Here are some collages I found in my 2017 diary. They’re each made from a single magazine ad.
They feel more relevant in quarantine than they did in 2017. Art is time travel…
Here are some collages I found in my 2017 diary. They’re each made from a single magazine ad.
They feel more relevant in quarantine than they did in 2017. Art is time travel…
I laughed out loud in self-identification when I read this description of Regis Philbin in his NYTimes obituary:
“Aggravation is an art form in his hands,” wrote Bill Zehme, the co-author of two Philbin memoirs. “Annoyance stokes him, sends him forth, gives him purpose. Ruffled, he becomes electric, full of play and possibility. There is magnificence in his every irritation.”
“It me,” as they say. I have to be agitated to really get down to work. Stirred up. A little angry.
I’ve decided it’s better to work with it than to wish it away, so, when I am beginning a new project, I often ask myself, “What’s something you despise in the culture that you wish were otherwise?” and I go from there.
My latest bit of collage procrastination: I’ve been making miniature quilts out of tape and magazines. (Posting them as I go on Instagram.)
It makes things more pleasant, being stuck at home, to make homemade, handmade things.
Alan Jacobs quotes Ursula K. Le Guin in his piece, “Handmind in Covitude”:
Nothing we do is better than the work of handmind. When mind uses itself without the hands it runs the circle and may go too fast; even speech using the voice only may go too fast. The hand that shapes the mind into clay or written word slows thought to the gait of things and lets it be subject to accident and time.
I’ve been sort of peripherally interested in quilting for years. My mom quilts, and one of my favorite possessions is this simple quilt she stitched together in college:
Which, you know, isn’t much different than these pieces:
This recent interest surged from reading about the work of Rosie Lee Tompkins, watching this documentary about the quilters of Gee’s Bend, and following Amy Meissner’s Instagram, but the seeds were planted way back. I found this batch of photos from my 2015 book tour:
That batch also included these wonderful 16mm film quilts by Sabrina Gschwandtner that I saw at the RISD museum in Providence:
I’m fascinated by how long it takes seeds of thought to sprout. So many of my projects which I think are new ideas are actually pretty old ideas that receded (re-seeded?) into the back of my mind, and hung out there dormant in the soil, waiting for the right conditions…
It’s also not lost on me that my books, too, are stitched together like quilts. (If you look closely in the back of Steal Like An Artist, there’s a quilting reference.) When I can’t stitch together words, I stitch together images.
UPDATE (Aug. 19. 2020): Before I get any more letters from upset quilters, I’d better apologize for misusing the term “quilt” to describe these works. A quilt is, technically, 3 layers of fabric: a patchwork on top, a backing, and some sort of stuffing in the middle, stitched together.
My sons are native Texans: Mispronunciation is their birthright. These mispronunciations are often mundane (the word “hair” gains one to two syllables, for example) but they sometimes border on works of expressive genius.
For a while, when my 7-year-old said “Coronavirus,” it sounded like “Chronovirus.” I never corrected him, because I think this name for the virus is more descriptive of what we’re going through. (“Chrono,” from the Greek word “Kronos,” meaning time.)
For those of us lucky and healthy enough to stay home and isolate, what the virus really destroys is our sense of time. Days feel like weeks. Months feel like seconds.
Who knows what day it is? Who cares? (Every day is Groundhog Day.) It’s a return to circular time: all you can rely on is sunrises and seasons. I don’t even bother wearing a watch anymore, but I did enjoy making these virus collages out of watch ads. To pass the time…
PS. My 5-year-old: “Look, papa! My Oreo looks like a Coronavirus!”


§ **DIRECTIONS**:
Your answer must be the listing repeated word for word, without its pictures.

--- START ---

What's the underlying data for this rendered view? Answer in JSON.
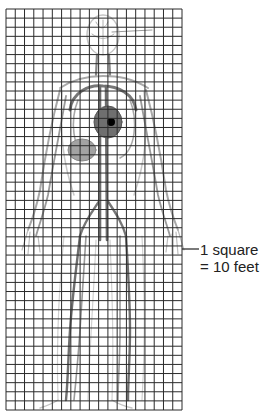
{
  "figure": {
    "grid": {
      "columns": 19,
      "rows": 44,
      "left": 6,
      "top": 9,
      "right": 182,
      "bottom": 410,
      "line_color": "#2b2b2b"
    },
    "heart_marker": {
      "x": 111,
      "y": 122,
      "color": "#000000"
    },
    "body_color": "#8a8a8a"
  },
  "scale_label": {
    "line1": "1 square",
    "line2": "= 10 feet"
  }
}
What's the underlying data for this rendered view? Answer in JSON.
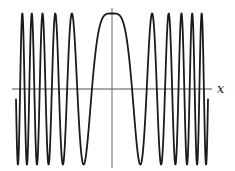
{
  "chart_data": {
    "type": "line",
    "title": "",
    "function": "cos(x^2)",
    "xlabel": "x",
    "ylabel": "",
    "xlim": [
      -6.0,
      6.0
    ],
    "ylim": [
      -1,
      1
    ],
    "grid": false,
    "legend": null,
    "axes": {
      "x_axis_at_y": 0,
      "y_axis_at_x": 0,
      "ticks": false
    },
    "series": [
      {
        "name": "cos(x^2)",
        "color": "#1a1a1a",
        "x": [
          -6.0,
          -5.5,
          -5.0,
          -4.5,
          -4.0,
          -3.5,
          -3.0,
          -2.5,
          -2.0,
          -1.5,
          -1.0,
          -0.5,
          0.0,
          0.5,
          1.0,
          1.5,
          2.0,
          2.5,
          3.0,
          3.5,
          4.0,
          4.5,
          5.0,
          5.5,
          6.0
        ],
        "values": [
          -0.128,
          0.832,
          0.991,
          0.963,
          -0.958,
          0.987,
          -0.911,
          0.999,
          -0.654,
          -0.628,
          0.54,
          0.969,
          1.0,
          0.969,
          0.54,
          -0.628,
          -0.654,
          0.999,
          -0.911,
          0.987,
          -0.958,
          0.963,
          0.991,
          0.832,
          -0.128
        ]
      }
    ],
    "extrema": {
      "peaks_x": [
        -5.6,
        -5.01,
        -4.34,
        -3.54,
        -2.51,
        0,
        2.51,
        3.54,
        4.34,
        5.01,
        5.6
      ],
      "troughs_x": [
        -5.88,
        -5.31,
        -4.68,
        -3.96,
        -3.07,
        -1.77,
        1.77,
        3.07,
        3.96,
        4.68,
        5.31,
        5.88
      ]
    }
  },
  "labels": {
    "x_axis": "x"
  },
  "style": {
    "line_color": "#1a1a1a",
    "axis_color": "#555555"
  }
}
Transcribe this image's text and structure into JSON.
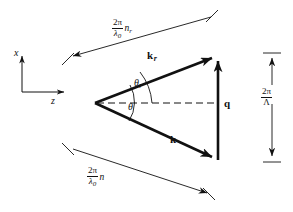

--- END ---

§ **EXERCISE OUTPUT**:
What's the underlying data for this rendered view? Answer in JSON.
{
  "figure": {
    "grid": {
      "columns": 19,
      "rows": 44,
      "left": 6,
      "top": 9,
      "right": 182,
      "bottom": 410,
      "line_color": "#2b2b2b"
    },
    "heart_marker": {
      "x": 111,
      "y": 122,
      "color": "#000000"
    },
    "body_color": "#8a8a8a"
  },
  "scale_label": {
    "line1": "1 square",
    "line2": "= 10 feet"
  }
}
What's the underlying data for this rendered view? Answer in JSON.
{
  "chart_data": {
    "type": "line",
    "title": "",
    "function": "cos(x^2)",
    "xlabel": "x",
    "ylabel": "",
    "xlim": [
      -6.0,
      6.0
    ],
    "ylim": [
      -1,
      1
    ],
    "grid": false,
    "legend": null,
    "axes": {
      "x_axis_at_y": 0,
      "y_axis_at_x": 0,
      "ticks": false
    },
    "series": [
      {
        "name": "cos(x^2)",
        "color": "#1a1a1a",
        "x": [
          -6.0,
          -5.5,
          -5.0,
          -4.5,
          -4.0,
          -3.5,
          -3.0,
          -2.5,
          -2.0,
          -1.5,
          -1.0,
          -0.5,
          0.0,
          0.5,
          1.0,
          1.5,
          2.0,
          2.5,
          3.0,
          3.5,
          4.0,
          4.5,
          5.0,
          5.5,
          6.0
        ],
        "values": [
          -0.128,
          0.832,
          0.991,
          0.963,
          -0.958,
          0.987,
          -0.911,
          0.999,
          -0.654,
          -0.628,
          0.54,
          0.969,
          1.0,
          0.969,
          0.54,
          -0.628,
          -0.654,
          0.999,
          -0.911,
          0.987,
          -0.958,
          0.963,
          0.991,
          0.832,
          -0.128
        ]
      }
    ],
    "extrema": {
      "peaks_x": [
        -5.6,
        -5.01,
        -4.34,
        -3.54,
        -2.51,
        0,
        2.51,
        3.54,
        4.34,
        5.01,
        5.6
      ],
      "troughs_x": [
        -5.88,
        -5.31,
        -4.68,
        -3.96,
        -3.07,
        -1.77,
        1.77,
        3.07,
        3.96,
        4.68,
        5.31,
        5.88
      ]
    }
  },
  "labels": {
    "x_axis": "x"
  },
  "style": {
    "line_color": "#1a1a1a",
    "axis_color": "#555555"
  }
}
Transcribe this image's text and structure into JSON.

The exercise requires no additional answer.